Set a daily loss limit and stick to it. For most traders, 3-5% per day is the maximum.

Once you hit it, close MT5. Walk away. The market will be there tomorrow.

This rule alone has saved more traders than any strategy ever could.

Drawdown Control

Drawdown is the percentage drop from your account peak to the current low point.

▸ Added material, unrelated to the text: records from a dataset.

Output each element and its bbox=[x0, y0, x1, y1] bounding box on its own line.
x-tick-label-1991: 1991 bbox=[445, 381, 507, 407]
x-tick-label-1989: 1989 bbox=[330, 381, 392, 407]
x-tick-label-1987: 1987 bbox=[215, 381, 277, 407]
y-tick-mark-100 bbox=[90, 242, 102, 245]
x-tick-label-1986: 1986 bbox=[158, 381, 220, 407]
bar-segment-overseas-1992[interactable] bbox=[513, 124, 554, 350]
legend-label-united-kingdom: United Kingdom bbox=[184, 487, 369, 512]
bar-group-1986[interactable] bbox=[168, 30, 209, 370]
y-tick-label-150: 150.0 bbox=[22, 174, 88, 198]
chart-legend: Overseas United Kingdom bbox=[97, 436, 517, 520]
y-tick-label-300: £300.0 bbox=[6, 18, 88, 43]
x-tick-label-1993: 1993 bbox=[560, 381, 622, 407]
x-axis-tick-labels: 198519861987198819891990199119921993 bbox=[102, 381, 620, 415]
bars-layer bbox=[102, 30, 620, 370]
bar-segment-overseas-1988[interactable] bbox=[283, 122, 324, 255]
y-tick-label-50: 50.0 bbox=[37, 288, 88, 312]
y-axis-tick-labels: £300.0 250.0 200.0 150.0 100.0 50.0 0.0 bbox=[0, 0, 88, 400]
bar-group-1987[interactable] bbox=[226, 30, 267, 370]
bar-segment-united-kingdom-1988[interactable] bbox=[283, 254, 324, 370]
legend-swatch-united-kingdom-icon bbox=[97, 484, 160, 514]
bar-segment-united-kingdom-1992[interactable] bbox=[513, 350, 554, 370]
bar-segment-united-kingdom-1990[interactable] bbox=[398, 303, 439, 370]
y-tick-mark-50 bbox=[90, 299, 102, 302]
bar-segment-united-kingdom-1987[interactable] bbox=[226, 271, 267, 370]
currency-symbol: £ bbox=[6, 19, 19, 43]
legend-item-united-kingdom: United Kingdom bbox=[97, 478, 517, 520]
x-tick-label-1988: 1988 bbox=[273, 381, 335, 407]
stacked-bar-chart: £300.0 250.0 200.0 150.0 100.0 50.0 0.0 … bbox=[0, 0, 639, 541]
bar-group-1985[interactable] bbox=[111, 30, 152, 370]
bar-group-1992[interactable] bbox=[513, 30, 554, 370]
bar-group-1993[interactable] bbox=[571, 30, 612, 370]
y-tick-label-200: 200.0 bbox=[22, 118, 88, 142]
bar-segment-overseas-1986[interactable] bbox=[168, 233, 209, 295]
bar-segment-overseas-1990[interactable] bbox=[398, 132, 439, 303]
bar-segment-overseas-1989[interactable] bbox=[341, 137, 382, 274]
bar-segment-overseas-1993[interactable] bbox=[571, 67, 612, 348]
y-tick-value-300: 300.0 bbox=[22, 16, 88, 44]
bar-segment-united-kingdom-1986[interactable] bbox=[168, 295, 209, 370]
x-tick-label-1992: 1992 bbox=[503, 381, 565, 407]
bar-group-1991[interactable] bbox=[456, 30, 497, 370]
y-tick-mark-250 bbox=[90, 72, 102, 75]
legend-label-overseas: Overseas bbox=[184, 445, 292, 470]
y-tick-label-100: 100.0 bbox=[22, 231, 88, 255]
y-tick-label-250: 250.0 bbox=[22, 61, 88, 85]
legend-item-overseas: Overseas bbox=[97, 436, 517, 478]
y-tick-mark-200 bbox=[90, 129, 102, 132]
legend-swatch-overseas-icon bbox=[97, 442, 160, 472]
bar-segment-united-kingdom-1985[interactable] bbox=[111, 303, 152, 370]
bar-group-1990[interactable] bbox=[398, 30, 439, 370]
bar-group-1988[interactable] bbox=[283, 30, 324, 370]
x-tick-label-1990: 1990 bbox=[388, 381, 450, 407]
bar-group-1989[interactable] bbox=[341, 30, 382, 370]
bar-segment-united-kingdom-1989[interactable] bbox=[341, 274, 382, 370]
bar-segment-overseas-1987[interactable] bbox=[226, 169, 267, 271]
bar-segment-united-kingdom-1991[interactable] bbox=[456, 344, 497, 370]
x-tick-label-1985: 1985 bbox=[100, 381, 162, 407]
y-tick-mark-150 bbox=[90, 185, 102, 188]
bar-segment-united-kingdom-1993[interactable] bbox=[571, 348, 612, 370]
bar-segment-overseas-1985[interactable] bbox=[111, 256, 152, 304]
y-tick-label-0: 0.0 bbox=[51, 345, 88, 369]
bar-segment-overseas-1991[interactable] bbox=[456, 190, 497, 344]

  • Below 10% drawdown — You're fine.
  • 10-20% drawdown — Warning. Review your strategy.
  • 20-30% drawdown — Stop trading. Find the problem.
  • Above 30% — Critical. Very hard to recover from this.

Risk Management for EAs

When building an EA, risk management must be hardcoded. Here's what I include in every EA I develop:

  • Automatic lot sizing based on account equity percentage.
  • Maximum drawdown limit — EA stops if drawdown exceeds X%.
  • Daily loss limit — EA closes all trades and stops if daily loss limit hit.
  • Maximum open trades limit — prevents over-trading.
  • News filter — EA pauses before high-impact news events.

Prop Firm Risk Rules

If you're trading a prop firm account (FTMO, The5ers, etc.), risk management is even more critical. They have strict rules:

  • Daily loss limit: Usually 5% of account.
  • Maximum total drawdown: Usually 10%.
  • Minimum trading days requirement.
  • No news trading rule on some firms.

A properly coded EA can respect all these rules automatically. It won't let you break them even accidentally.

Conclusion

Risk management is boring to talk about. But it's the difference between lasting in this game and blowing your account in a month.

The traders who survive long-term aren't the best at finding entries. They're the best at protecting their capital.